The Morphological Catalog of Galaxies (MCG) in four volumes by Vorontsov-Velyaminov, Arhysova, and Krasnogorskaja contains positions, sizes, magnitudes, and descriptions of 29,000 galaxies on prints of the Palomar Sky Survey from the pole to delta = -30°. The catalog is essentially complete to mpg = 15 mag.

A new system of description was devised, using the symbols that are illustrated and discussed in the Introduction to Volume 1 of the MCG. In philosophy, the system is similar to Wolf's scheme, but more particularly to Reynolds's hope for a less simple system than Hubble's (Section 3.2), where the great diversity of pattern would be recognized in the notation. This hope is realized, because the combined symbols in the MCG are sufficient to describe a large variety of detailed structural features.
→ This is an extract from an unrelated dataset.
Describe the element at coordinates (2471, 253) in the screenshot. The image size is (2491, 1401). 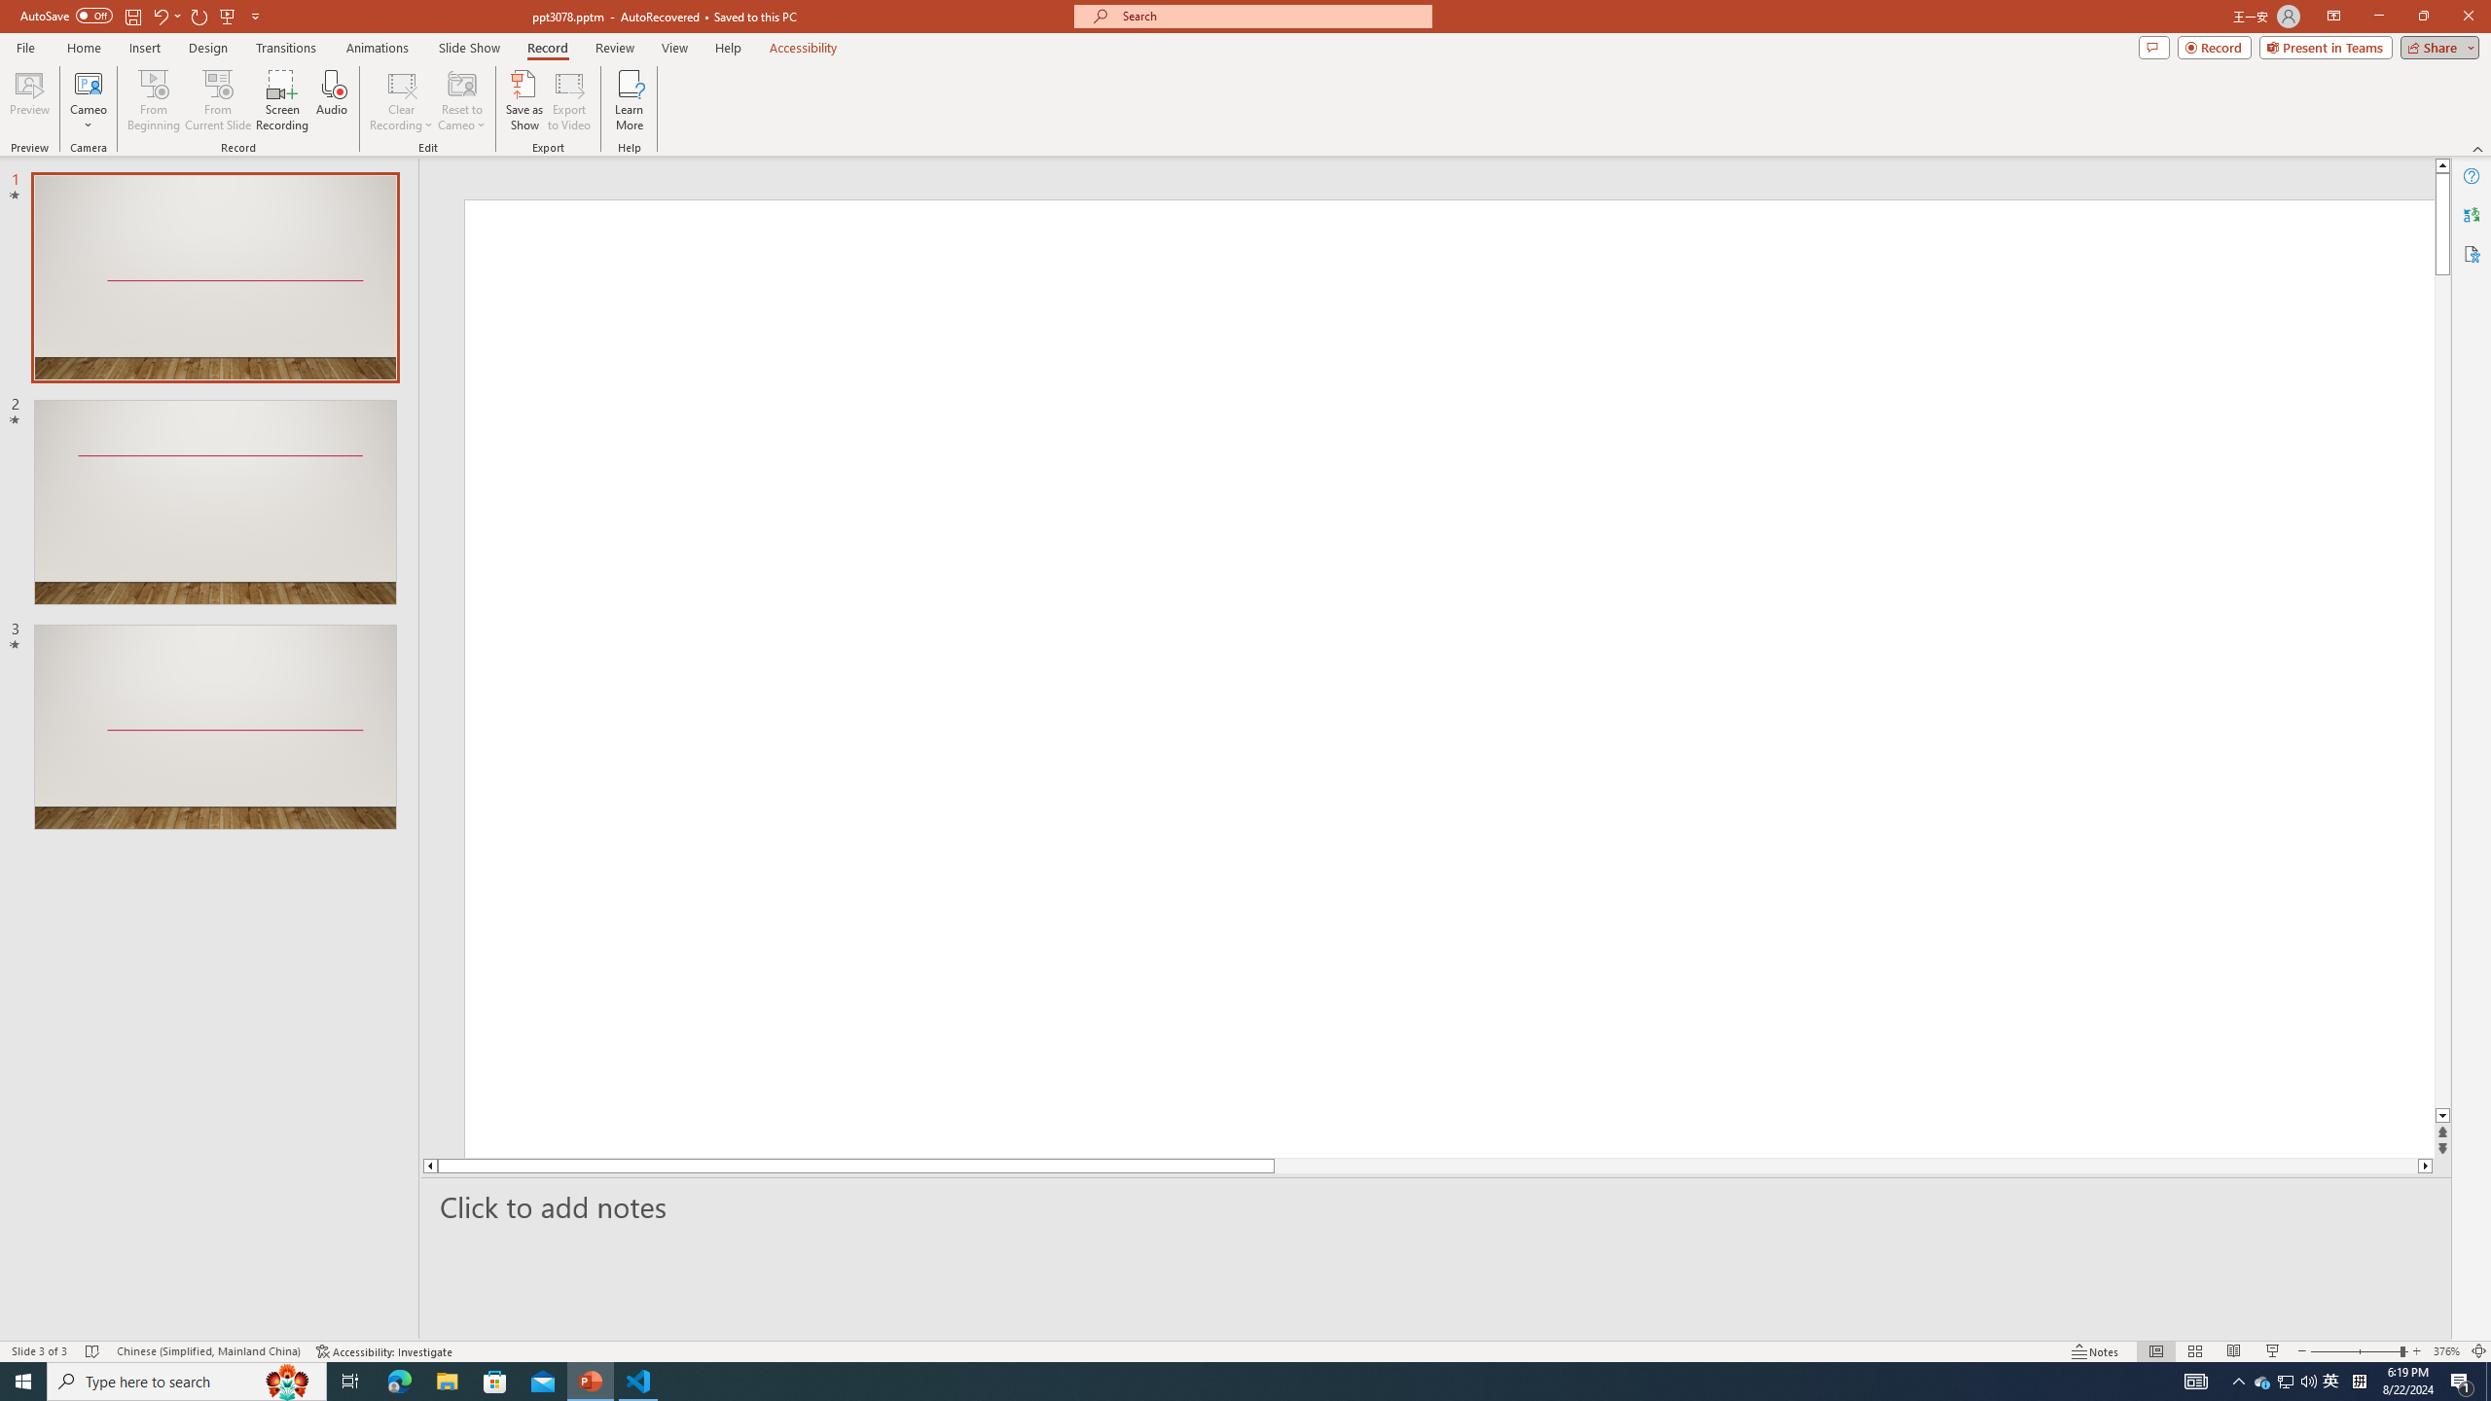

But as yet the system does not constitute a classification of the second kind (Section 1), where continuously varying parameters are used to provide connective relations. This, however, was not the purpose of the Vorontsov-Velyaminov descriptions, and the system cannot be criticized on such grounds because the authors state in the Introduction to Volume 2: ``Our descriptions do not [constitute a] classification. They are merely a step forced by the diversity of galaxies revealed by the Palomar Atlas and by the peculiarity of this Atlas. [It] may be [that] our descriptions will help to elaborate a new [more] appropriate classification.'' Undoubtedly features such as the gamma forms, the rings, pseudo-rings, and peculiar arm structures to which Vorontsov-Velyaminov has often called attention will prove to be important when the detailed dynamics of galaxies become better understood. At the moment, the other classification systems in general use emphasize the more gross aspects of galaxy systematics.